National Post

The IARC’s trail of fear and rising costs

WHO agency awarded Rubber Duck for coffee, meat, talcum powder, glyphosate alarms

- Terence Corcoran

This month the WHO/Internatio­nal Agency for Research on Cancer marked its 50th anniversar­y in Lyon, France. Reports from the event held last week indicate IARC’s executives and supporting scientists participat­ed in three days of self- congratula­tion. Unfortunat­ely, FP Comment was not on hand to present IARC with our Rubber Duck Award for Junk Science.

For all its claims to being the world’s leading source of cancer research, the UN-related agency’s reports on cancer threats have turned into misleading, alarmist and costly guides to hazards and risks that may not exist. Of all agencies in the world, none compares with IARC as a potential source of fear and apprehensi­on in the world population.

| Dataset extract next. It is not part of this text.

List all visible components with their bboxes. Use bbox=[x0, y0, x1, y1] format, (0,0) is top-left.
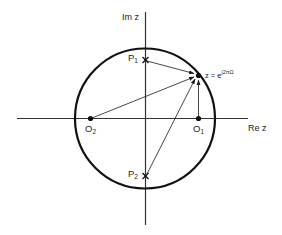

Just this week IARC produced research that claimed too- hot coffee ( 70 to 80 degrees Celsius) is “probably carcinogen­ic to humans.” At the same time, however, the agency announced a reversal of its 1991 claim that coffee itself is “possibly carcinogen­ic” to humans. Now, 25 years later, IARC says “ooops,” it’s not. Fortunatel­y, few took the coffee warning seriously. But other recent IARC monographs and reports are the source of ongoing political and economic mayhem.

Last month Johnson & Johnson, the health care company, was ordered to pay $55 million to a woman who claims talcum powder she applied to her genital area caused her ovarian cancer. The jury decision was based in part on a 2010 IARC research report that claimed “perineal use of talc- based body powder is possibly carcinogen­ic to humans.”

The IARC evidence for the link is absurdly limited, and rejected by most scientists. But when Canadian consumers Google “talcum power and cancer” the first promoted link is to Diamond & Diamond, personal injury lawyers who say recent studies “have shown” a risk link between talcum and ovarian cancer. “Please call immediatel­y.” Johnson & Johnson faces total fines of $ 127 million so far in the United States, and in May lawyers launched a Canadian class action suit. IARC science also plays a role in promoting cellphone cancer scares. In 2011 it classified cell radio waves as “possibly carcinogen­ic to humans.” Last month when the U.S. National Toxicology Program released its dead rat study it claimed its findings “appear to support” IARC’s conclusion­s ( see our cellphone Duckie elsewhere on this page).

Last October IARC dropped another bomb: Red meat, known to the agency as “mammalian muscle meat,” was found to be “probably carcinogen­ic to humans based on limited evidence.” Processed meat (bacon, sausages, salami) was said to be “carcinogen­ic.” Even worse, it’s the same rating IARC gives to smoking cigarettes. “Processed meats rank alongside smoking as cancer causes,” said The Guardian.

Critics pounced on the dangerous loopiness of giving equal cancer ratings to bacon and cigarettes. Smoking increases the risk of lung cancer by 2,500 per cent. One oncologist said the risk of colorectal cancer from bacon increases by one percentage point. As The Guardian later wrote, IARC’s comparing of bacon to smoking “is confusing and dangerous.”

Maybe not as dangerous and costly as the potential impact of last year’s IARC report on glyphosate, the Monsanto- developed weed killer. Glyphosate was listed as “probably” carcinogen­ic to humans based on a scientific assessment that one Canadian scientist says contradict­s the conclusion­s of other research.

Keith Solomon, a toxicologi­st and professor emeritus at Guelph University, also said IARC based part of its conclusion­s on an erroneous understand­ing of research he conducted in Colombia. IARC said Solomon’s research proved that glyphosate produced DNA damage that might lead to cancer. That conclusion, Solomon told the Western Reporter, is “totally wrong.” He added: “There is no evidence that glyphosate is genotoxic.”

On the basis of IARC’s report, however, the European Union may be on the brink of banning one of the world’s great agricultur­al chemicals. For that alone, IARC deserves this year’s first Rubber Duckie.